I first discovered the concept of "stop words" in 2007, when Wikipedia defined them as "those words which are so common that they are useless to index or use in search engines or other search indexes." I decided that I had to write a book of poems about, or taking their rise from, my list of 87 apparently "useless" words [up, down, to, from, shall...]. These complex, but highly readable and enjoyable poems deal, and with a great source of fun, with the old poetic obsessions with sex, love and death and the tension between the sexes.
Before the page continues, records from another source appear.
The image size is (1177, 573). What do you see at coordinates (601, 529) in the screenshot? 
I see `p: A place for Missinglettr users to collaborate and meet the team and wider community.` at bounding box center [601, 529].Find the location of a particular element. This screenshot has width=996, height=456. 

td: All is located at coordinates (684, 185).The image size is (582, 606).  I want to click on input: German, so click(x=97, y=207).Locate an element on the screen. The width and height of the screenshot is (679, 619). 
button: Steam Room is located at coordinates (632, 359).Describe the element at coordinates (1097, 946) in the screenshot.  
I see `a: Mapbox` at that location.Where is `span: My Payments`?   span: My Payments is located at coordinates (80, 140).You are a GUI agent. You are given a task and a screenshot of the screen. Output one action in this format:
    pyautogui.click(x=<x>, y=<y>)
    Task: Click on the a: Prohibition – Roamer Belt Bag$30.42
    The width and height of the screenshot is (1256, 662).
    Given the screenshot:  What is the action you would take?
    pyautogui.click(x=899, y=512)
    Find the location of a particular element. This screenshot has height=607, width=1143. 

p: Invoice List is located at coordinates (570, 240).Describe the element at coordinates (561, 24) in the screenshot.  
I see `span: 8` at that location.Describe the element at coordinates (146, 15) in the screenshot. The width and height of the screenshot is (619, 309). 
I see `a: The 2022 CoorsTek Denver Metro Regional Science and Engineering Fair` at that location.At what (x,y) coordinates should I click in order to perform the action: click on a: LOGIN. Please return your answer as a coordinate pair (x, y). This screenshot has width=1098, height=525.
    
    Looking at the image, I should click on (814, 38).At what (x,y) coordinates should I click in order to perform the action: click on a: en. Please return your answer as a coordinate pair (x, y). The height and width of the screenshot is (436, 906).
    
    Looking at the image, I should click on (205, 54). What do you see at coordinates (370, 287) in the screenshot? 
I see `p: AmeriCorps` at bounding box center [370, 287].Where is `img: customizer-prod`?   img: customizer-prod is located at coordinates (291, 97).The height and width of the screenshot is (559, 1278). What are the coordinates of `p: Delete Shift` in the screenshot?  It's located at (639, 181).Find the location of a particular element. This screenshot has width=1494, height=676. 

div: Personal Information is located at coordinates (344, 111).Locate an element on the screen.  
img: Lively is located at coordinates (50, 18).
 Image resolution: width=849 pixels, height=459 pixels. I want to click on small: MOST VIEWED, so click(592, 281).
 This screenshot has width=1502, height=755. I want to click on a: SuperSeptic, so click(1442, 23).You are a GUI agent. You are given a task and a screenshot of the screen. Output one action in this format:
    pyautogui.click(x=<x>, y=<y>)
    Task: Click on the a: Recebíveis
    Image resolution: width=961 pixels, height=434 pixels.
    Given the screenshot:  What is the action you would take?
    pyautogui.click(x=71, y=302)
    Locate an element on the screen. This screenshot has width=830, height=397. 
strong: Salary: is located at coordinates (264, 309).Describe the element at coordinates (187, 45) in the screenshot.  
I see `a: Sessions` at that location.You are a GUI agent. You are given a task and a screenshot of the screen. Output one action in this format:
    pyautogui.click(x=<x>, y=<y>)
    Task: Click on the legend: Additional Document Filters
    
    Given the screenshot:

Available from Hybrid Publishers

Praise for Stop Words:

"Here is a poet with a most welcome and, as yet, unflagging capacity to surprise." -- Professor Peter Pierce

"It is a clever, considered, and utterly contemporary piece of work. The central inspiration for the book is ingenious and the framing of the poems is reinforced by their singular internal reflexivity and your treatment of the most ancient poetic obsessions of sex, love, death, and so on. Despite that complex reflexivity, the poems are nonetheless highly readable - dare I say enjoyable? ... I can't think of anything else that's quite doing this in current Australian poetry: balancing techno-contemporary (internet search terms) with high-end reflexivity (words about words), and sheer readability (sex and death)." -- John Hunter

The foreword to this unusual collection of poems is by Dr. Michael Kindler, Manager of Curriculum Support in the ACT Department of Education and Training in Canberra, in 2010.